**What this task involves:** Retype every line from the one containing "is (560, 747)." through the last line of the records below, both included; leave out the pictures.

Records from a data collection
"""
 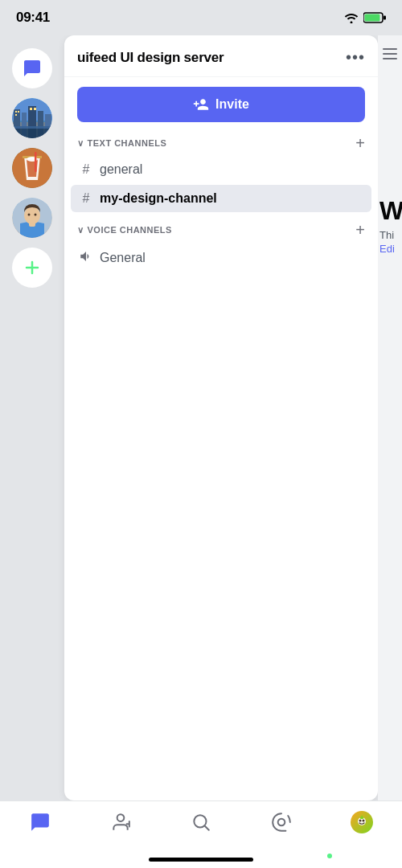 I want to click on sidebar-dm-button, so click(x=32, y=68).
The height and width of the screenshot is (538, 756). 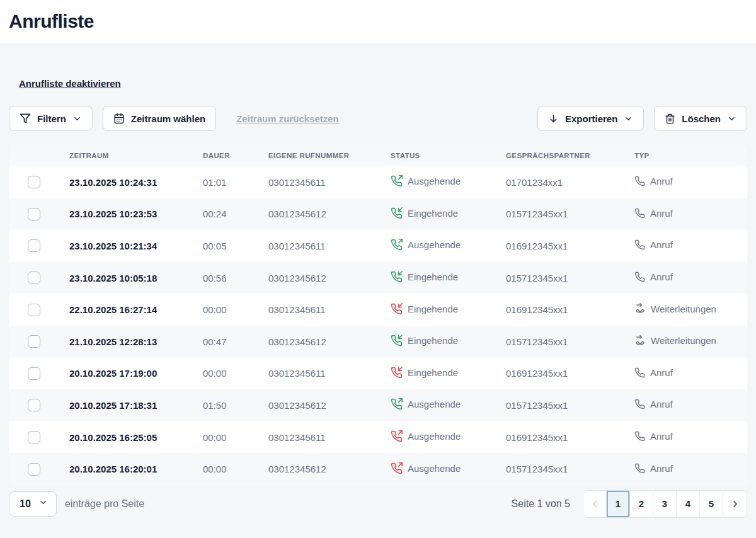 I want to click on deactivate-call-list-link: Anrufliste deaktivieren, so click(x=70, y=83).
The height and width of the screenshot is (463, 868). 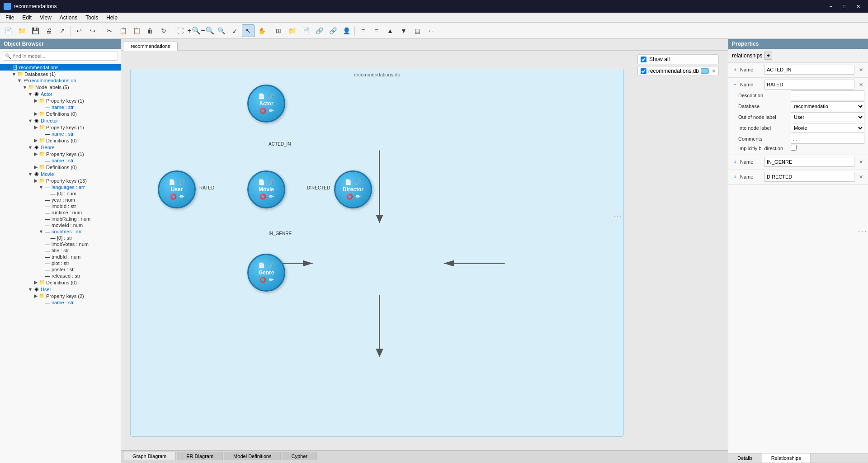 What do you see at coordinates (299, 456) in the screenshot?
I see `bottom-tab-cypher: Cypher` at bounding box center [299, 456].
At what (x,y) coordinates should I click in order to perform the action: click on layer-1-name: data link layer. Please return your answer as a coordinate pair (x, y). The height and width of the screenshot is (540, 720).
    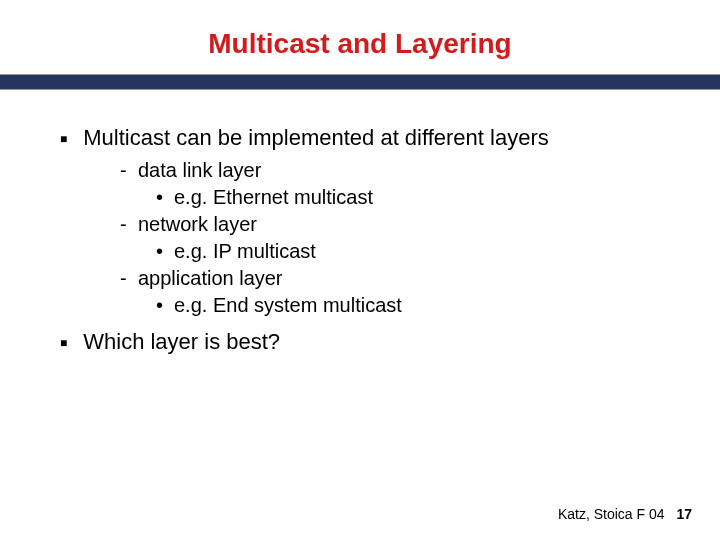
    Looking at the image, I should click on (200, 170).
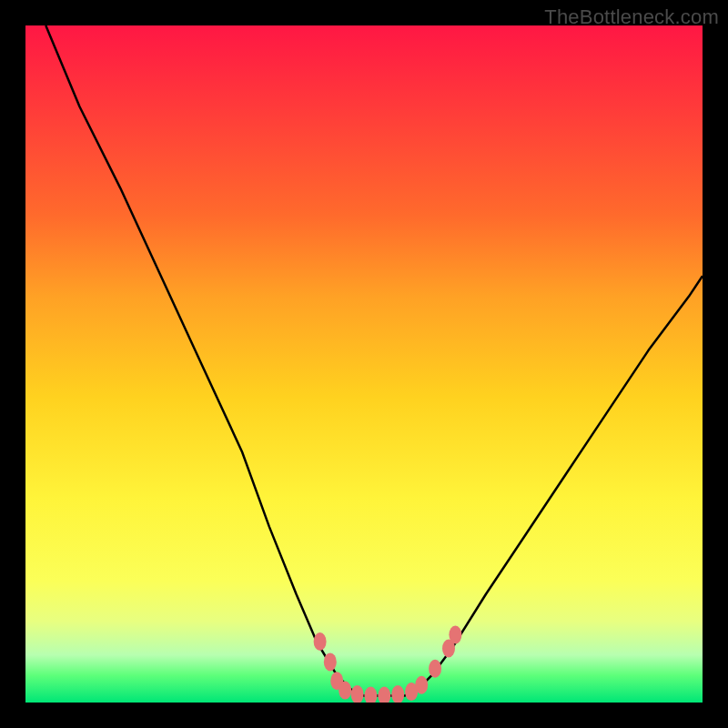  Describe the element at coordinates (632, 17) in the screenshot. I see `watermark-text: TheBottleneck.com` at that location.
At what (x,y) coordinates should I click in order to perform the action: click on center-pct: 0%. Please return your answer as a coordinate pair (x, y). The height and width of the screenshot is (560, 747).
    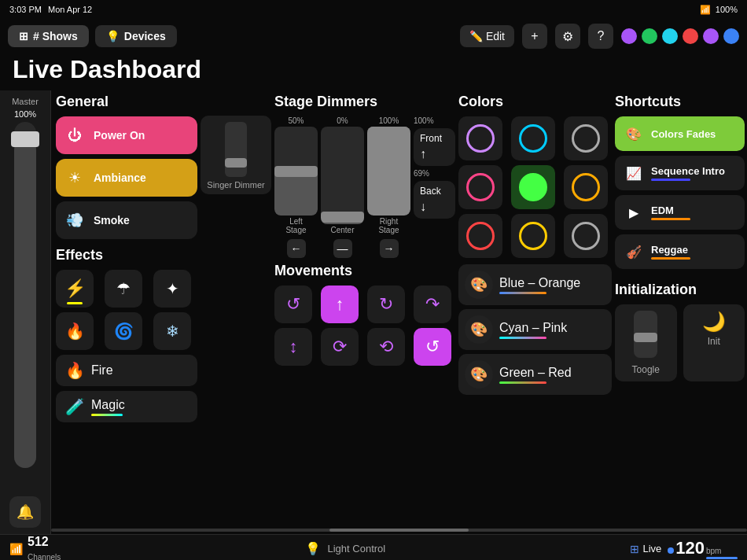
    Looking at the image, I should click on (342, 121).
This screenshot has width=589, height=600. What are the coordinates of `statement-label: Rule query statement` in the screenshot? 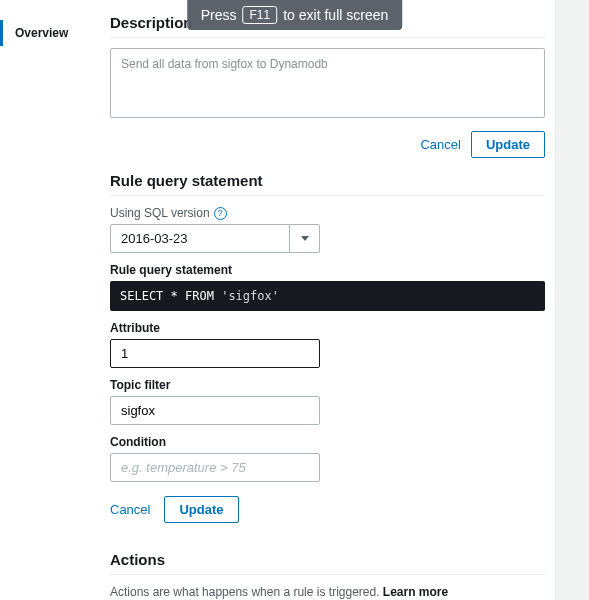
"""
**Expected output:**
At what (x,y) coordinates should I click in order to perform the action: click on center-pct: 0%. Please return your answer as a coordinate pair (x, y). The height and width of the screenshot is (560, 747).
    Looking at the image, I should click on (342, 121).
This screenshot has width=589, height=600. What are the coordinates of `statement-label: Rule query statement` in the screenshot? 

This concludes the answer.